Around 7 million borrowers are now seriously behind in their mortgage payments. With $50bn (£34bn) of the Wall Street bailout fund having been carved out to aid homeowners, it had been hoped that hundreds of thousands, if not millions, could have been helped into refinanced mortgages they were better able to afford. Actually, so far, only 200,000 people have been aided.

The roadblocks include tortuous paperwork, lack of clarity over who owns the loans (which were often sliced and diced on Wall Street), and the fact that many borrowers simply owe too much.

For these reasons, it is difficult to be optimistic about the success of yesterday's latest initiatives, which will extend government relief to – supposedly – 3 million more homeowners. A Rubicon is being crossed: banks are for the first time being encouraged to cut the size of the loan, rather than just the interest rate, for people in negative equity. The unemployed will also get aid for a limited time, too.

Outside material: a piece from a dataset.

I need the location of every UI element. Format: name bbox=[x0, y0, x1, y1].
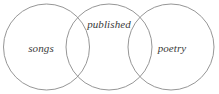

Rising foreclosures seem likely to push the US housing market into the second dip of their double-dip downturn, particularly now the Federal Reserve is ending its programme of mortgage purchases and tax breaks for first-time buyers are expiring.

The good news is that great swathes of the banking system are no longer leveraged to house prices, so a second credit crisis is not on the cards. The US economy is not so housing dependent, either, as manufacturing rebounds. For the economy, like the Obama administration's housing efforts, it is a case of muddling through.